As far as I understand you have varchar2 s.store which in fact contains numbers so Oracle tries to compare it casting to numbers but at some point it gets - and throws an exception. What you should do is update on table replacing - by null. But if you don't want to do that you can try to make case return varchar2
Select s.store_name
from store s
where s.store = case
when to_char(p_store) != '0' then
to_char(p_store)
else
s.store
end;
I am guessing you are running the query in a plsql block (as cursor?). In that case dynamic sql is the way to go. check out REF CURSOR too (google!).
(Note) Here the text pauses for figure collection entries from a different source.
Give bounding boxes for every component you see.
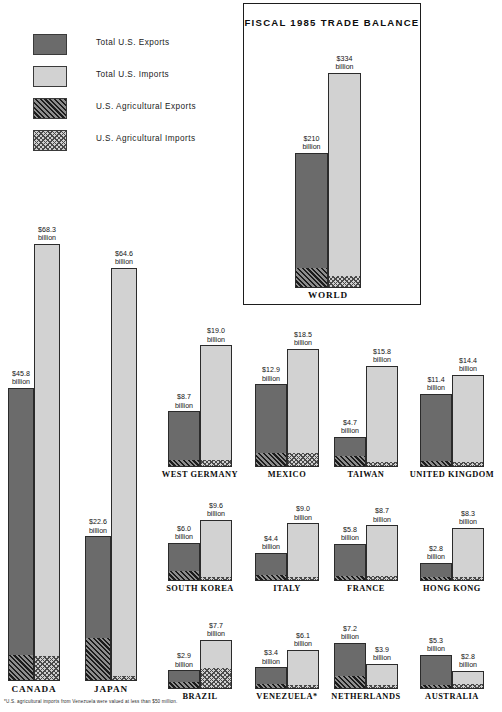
agricultural-imports-segment	[367, 462, 397, 466]
agricultural-imports-segment	[112, 676, 136, 680]
agricultural-imports-segment	[35, 656, 59, 680]
bar-imports	[328, 73, 361, 288]
legend-item-label: Total U.S. Exports	[96, 38, 170, 47]
agricultural-exports-segment	[421, 577, 451, 580]
agricultural-imports-segment	[288, 577, 318, 580]
footnote: *U.S. agricultural imports from Venezuel…	[4, 699, 178, 704]
imports-value-label: $14.4billion	[438, 357, 498, 374]
agricultural-imports-segment	[367, 685, 397, 688]
agricultural-imports-segment	[288, 685, 318, 688]
country-label: HONG KONG	[392, 584, 502, 593]
exports-value-label: $3.4billion	[241, 649, 301, 666]
total-imports-segment	[112, 269, 136, 680]
bar-imports	[287, 523, 319, 581]
bar-imports	[34, 244, 60, 681]
agricultural-imports-segment	[453, 684, 483, 688]
agricultural-exports-segment	[9, 655, 33, 680]
bar-exports	[168, 543, 200, 581]
country-label: WORLD	[268, 290, 388, 300]
exports-value-label: $4.7billion	[320, 419, 380, 436]
total-imports-segment	[35, 245, 59, 680]
imports-value-label: $18.5billion	[273, 331, 333, 348]
total-exports-segment	[9, 389, 33, 680]
total-exports-segment	[335, 545, 365, 580]
total-imports-segment	[329, 74, 360, 287]
bar-imports	[452, 671, 484, 689]
agricultural-imports-segment	[201, 668, 231, 688]
agricultural-exports-segment	[296, 268, 327, 287]
agricultural-exports-segment	[421, 461, 451, 466]
country-label: AUSTRALIA	[392, 692, 502, 701]
agricultural-exports-segment	[421, 685, 451, 688]
exports-value-label: $210billion	[282, 135, 342, 152]
imports-value-label: $8.3billion	[438, 510, 498, 527]
imports-value-label: $68.3billion	[17, 226, 77, 243]
agricultural-exports-segment	[335, 456, 365, 466]
agricultural-imports-segment	[288, 453, 318, 466]
legend-item-label: Total U.S. Imports	[96, 70, 169, 79]
agricultural-imports-segment	[453, 577, 483, 580]
bar-exports	[334, 437, 366, 467]
exports-value-label: $8.7billion	[154, 393, 214, 410]
agricultural-imports-segment	[201, 460, 231, 466]
bar-exports	[420, 394, 452, 467]
bar-exports	[334, 544, 366, 581]
bar-imports	[366, 664, 398, 689]
exports-value-label: $12.9billion	[241, 366, 301, 383]
agricultural-imports-segment	[367, 576, 397, 580]
exports-value-label: $11.4billion	[406, 376, 466, 393]
bar-exports	[420, 563, 452, 581]
bar-imports	[366, 366, 398, 467]
agricultural-exports-segment	[256, 453, 286, 466]
bar-imports	[111, 268, 137, 681]
ag-exports-swatch	[33, 98, 67, 119]
agricultural-exports-segment	[86, 638, 110, 680]
exports-value-label: $5.3billion	[406, 637, 466, 654]
imports-value-label: $9.0billion	[273, 505, 333, 522]
bar-exports	[8, 388, 34, 681]
agricultural-imports-segment	[453, 462, 483, 466]
exports-value-label: $5.8billion	[320, 526, 380, 543]
ag-imports-swatch	[33, 130, 67, 151]
bar-exports	[168, 670, 200, 689]
total-exports-segment	[169, 412, 199, 466]
total-imports-segment	[367, 367, 397, 466]
agricultural-imports-segment	[329, 276, 360, 287]
bar-exports	[168, 411, 200, 467]
exports-value-label: $4.4billion	[241, 535, 301, 552]
imports-value-label: $7.7billion	[186, 622, 246, 639]
agricultural-exports-segment	[335, 576, 365, 580]
bar-exports	[85, 536, 111, 681]
country-label: UNITED KINGDOM	[392, 470, 502, 479]
panel-title: FISCAL 1985 TRADE BALANCE	[244, 17, 420, 28]
trade-balance-chart: Total U.S. ExportsTotal U.S. ImportsU.S.…	[0, 0, 502, 712]
imports-value-label: $2.8billion	[438, 653, 498, 670]
imports-swatch	[33, 66, 67, 87]
exports-value-label: $45.8billion	[0, 370, 51, 387]
bar-exports	[295, 153, 328, 288]
agricultural-imports-segment	[201, 577, 231, 580]
total-exports-segment	[421, 395, 451, 466]
agricultural-exports-segment	[169, 682, 199, 688]
exports-value-label: $2.8billion	[406, 545, 466, 562]
agricultural-exports-segment	[335, 676, 365, 688]
total-imports-segment	[288, 524, 318, 580]
exports-value-label: $7.2billion	[320, 625, 380, 642]
bar-exports	[255, 667, 287, 689]
agricultural-exports-segment	[256, 575, 286, 580]
exports-value-label: $6.0billion	[154, 525, 214, 542]
imports-value-label: $64.6billion	[94, 250, 154, 267]
legend-item-label: U.S. Agricultural Exports	[96, 102, 196, 111]
bar-exports	[255, 553, 287, 581]
imports-value-label: $15.8billion	[352, 348, 412, 365]
agricultural-exports-segment	[169, 460, 199, 466]
imports-value-label: $19.0billion	[186, 327, 246, 344]
imports-value-label: $334billion	[315, 55, 375, 72]
imports-value-label: $3.9billion	[352, 646, 412, 663]
bar-exports	[255, 384, 287, 467]
legend-item-label: U.S. Agricultural Imports	[96, 134, 196, 143]
imports-value-label: $8.7billion	[352, 507, 412, 524]
total-exports-segment	[296, 154, 327, 287]
imports-value-label: $9.6billion	[186, 502, 246, 519]
agricultural-exports-segment	[169, 571, 199, 580]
I'm trying to understand what is causing an open query on an Oracle (10) database.
On AWR it shows a very high number of parse calls (e.g. 15,000+ in a 1 hour period), but 0 executions.
How it can the query not be executed, but then parsed 15000 times?
Parse Calls : 15,000+
Executions : 0
SQL Text : select * from AVIEW
The * in the SQL would explain the repeated parsing. You should replace it with a list of field names.
Oracle 11, java, jdbc 11.2.0.3
Problem occurs when you getting sequence from insert like this
PreparedStatement ps = connection.prepareStatement(QUERY, new String[] { "student_id" });
We found that jdbc driver prepares "SELECT * FROM " statement before every insert. There is only parse operation without execution.
T4CConnection.doDescribeTable
T4CStatement localT4CStatement = new T4CStatement(this, -1, -1);
localT4CStatement.open();
String str1 = paramAutoKeyInfo.getTableName();
String str2 = new StringBuilder().append("SELECT * FROM ").append(str1).toString();
localT4CStatement.sqlObject.initialize(str2);
Oracle parser doesn't cache parsed queries with "*" so there is additional parse operation per every insert.
Zero executions indicates that the query did not complete within the AWR snapshot
We have a similar issue, but the query was slightly different:
select col1, col2, col3 from table
Result was the same. A high parse rate but zero executions.
The reason was StatementCreatorUtils#setNull from spring-jdbc. ver 4.2.7
When executing:
insert into table (col1, col2, col3) values (val1, null, null)
there was a call to the database for a parameter type.